[WHAT NEEDS TO BE DONE] Starting at the line with "Describe the element" and going on through the line with "The height and", reproduce each line in the records below exactly and nothing more.

(RECORDS FOR THIS EXERCISE begins)

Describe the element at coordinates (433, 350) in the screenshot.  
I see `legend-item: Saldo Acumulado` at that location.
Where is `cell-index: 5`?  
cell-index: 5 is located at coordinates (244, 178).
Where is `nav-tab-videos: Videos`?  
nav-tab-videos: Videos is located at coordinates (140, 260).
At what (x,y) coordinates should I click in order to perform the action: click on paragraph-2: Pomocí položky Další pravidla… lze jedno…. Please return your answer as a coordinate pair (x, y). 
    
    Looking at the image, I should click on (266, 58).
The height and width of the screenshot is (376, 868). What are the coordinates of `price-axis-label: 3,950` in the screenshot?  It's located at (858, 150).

(RECORDS FOR THIS EXERCISE ends)
(RECORDS FOR THIS EXERCISE begins)

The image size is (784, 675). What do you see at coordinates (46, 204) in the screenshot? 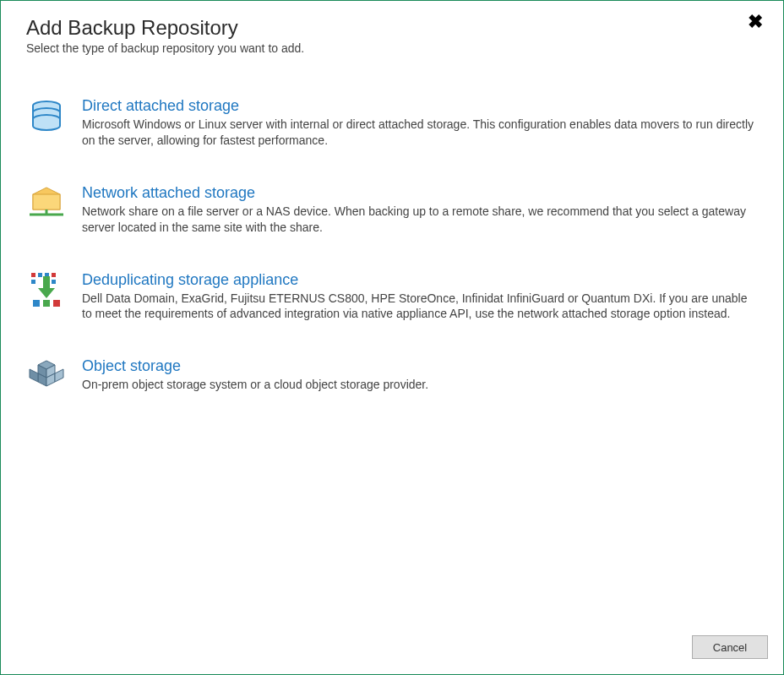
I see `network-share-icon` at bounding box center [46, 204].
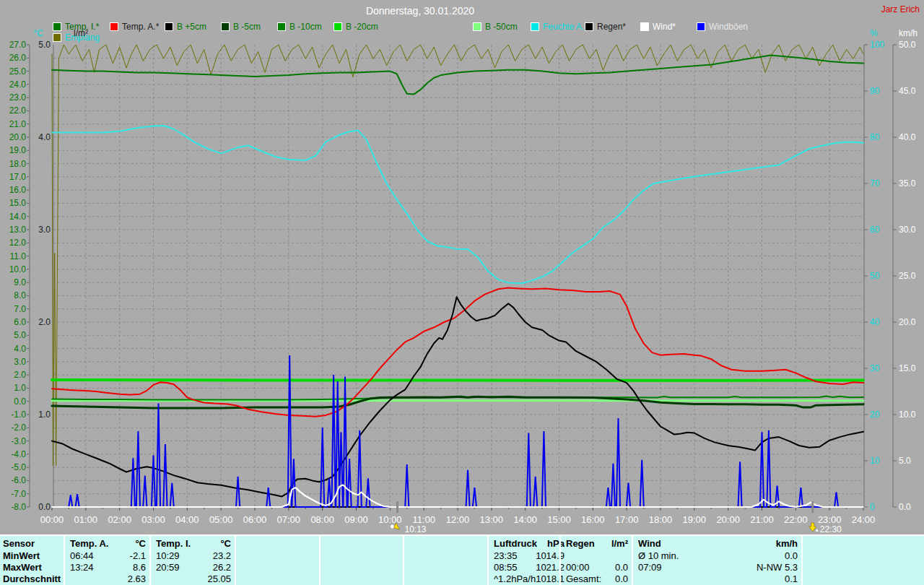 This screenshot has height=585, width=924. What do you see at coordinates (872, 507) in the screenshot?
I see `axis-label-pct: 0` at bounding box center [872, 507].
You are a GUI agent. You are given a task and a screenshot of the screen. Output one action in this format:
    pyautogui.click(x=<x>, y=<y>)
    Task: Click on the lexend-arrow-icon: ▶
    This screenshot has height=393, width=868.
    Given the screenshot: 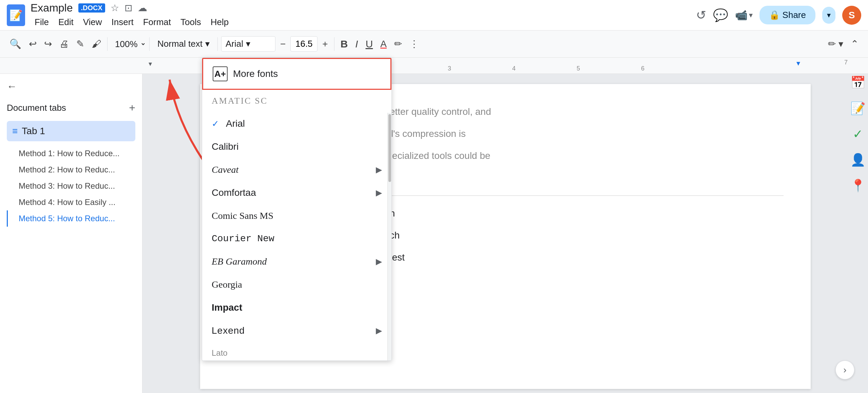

(RECORDS FOR THIS EXERCISE ends)

[TASK ANSWER]
Describe the element at coordinates (433, 350) in the screenshot.  
I see `legend-item: Saldo Acumulado` at that location.
Where is `cell-index: 5`?  
cell-index: 5 is located at coordinates (244, 178).
Where is `nav-tab-videos: Videos`?  
nav-tab-videos: Videos is located at coordinates (140, 260).
At what (x,y) coordinates should I click in order to perform the action: click on paragraph-2: Pomocí položky Další pravidla… lze jedno…. Please return your answer as a coordinate pair (x, y). 
    
    Looking at the image, I should click on (266, 58).
The height and width of the screenshot is (376, 868). What are the coordinates of `price-axis-label: 3,950` in the screenshot?  It's located at (858, 150).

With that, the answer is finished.